The film isn’t perfect, however. Understandably, the violence in the book had to be toned down to score a PG-13 rating, which was necessary to even get the film greenlit in the first place. While the violence is not as gory or graphic as Collins’ portrayal in the novel, the film is still essentially about 24 teenagers being forced to kill each other for a ravenous, spectacle-hungry crowd who sees them less as people and more as video game characters. There are moments of harsh brutality that, while necessary, could be jarring, particularly in the first moments of the Games themselves, which turns into a bloodbath. The “career tributes” of District 1 come off as simple psychopaths when the truth of their situation is a little deeper, although their portrayal is understandable as seen through Katniss’ point of view. Similarly, the relationship between Katniss and District 11 tribute Rue seems less developed than the book but still has a strong, emotional resonance and Amandla Stenberg plays her with the right amount of naiveté and pluck. And despite an excellent dramatic personae, the only cast member who seems entirely superfluous is Wes Bentley, bringing his signature noncommittal blandness to the role of Gamemaster Seneca Crane, a character brought in from later books in the series.
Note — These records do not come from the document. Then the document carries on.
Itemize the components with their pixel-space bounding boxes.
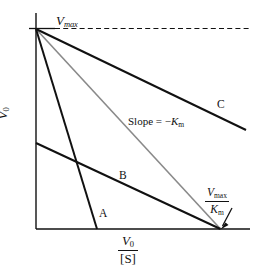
- x-axis-fraction: V0 [S]: [118, 234, 138, 266]
- slope-km-subscript: m: [178, 120, 184, 129]
- curve-label-a: A: [99, 208, 107, 220]
- x-axis-num-subscript: 0: [130, 239, 134, 249]
- vmax-km-fraction-bar: [205, 201, 229, 202]
- vmax-km-num-subscript: max: [214, 191, 227, 200]
- vmax-subscript: max: [64, 19, 78, 29]
- y-axis-label-base: V: [0, 111, 10, 119]
- curve-a-line: [36, 29, 97, 229]
- vmax-km-numerator: Vmax: [205, 186, 229, 200]
- vmax-km-den-subscript: m: [218, 208, 224, 217]
- vmax-km-num-base: V: [207, 186, 214, 198]
- gray-reference-line: [36, 29, 221, 229]
- slope-text: Slope = −: [128, 115, 171, 127]
- vmax-label: Vmax: [56, 14, 78, 28]
- y-axis-label: V0: [0, 107, 10, 119]
- vmax-over-km-label: Vmax Km: [205, 186, 229, 217]
- x-axis-label: V0 [S]: [106, 234, 150, 266]
- eadie-hofstee-figure: Vmax V0 V0 [S] Slope = −Km Vmax Km A B C: [0, 0, 254, 273]
- x-axis-numerator: V0: [118, 234, 138, 249]
- slope-annotation: Slope = −Km: [128, 116, 184, 128]
- vmax-km-den-base: K: [210, 203, 218, 215]
- vmax-base: V: [56, 13, 64, 28]
- vmax-km-denominator: Km: [205, 203, 229, 217]
- y-axis-label-subscript: 0: [1, 107, 11, 111]
- x-axis-num-base: V: [122, 233, 130, 248]
- vmax-km-fraction: Vmax Km: [205, 186, 229, 217]
- x-axis-denominator: [S]: [118, 252, 138, 266]
- curve-b-line: [36, 143, 221, 229]
- curve-label-c: C: [217, 99, 225, 111]
- curve-label-b: B: [119, 170, 127, 182]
If you’re a fan of the series, rest assured that the film completely does the book justice, minor adaptation decay aside. If you’re new to the series, rest assured that there is enough information in the film to stand on its own without prior knowledge of the setting (but you really should go read the book anyway). Despite its varying and myriad inspirations from other works, it manages to not seem derivative, even if it never seems wholly original. It’s a syncretic convergence that’s held together entirely by the character of Katniss Everdeen and, subsequently, by Jennifer Lawrence’s searing performance. She is Katniss Everdeen, the Girl on Fire, and the film is just as incendiary as she is.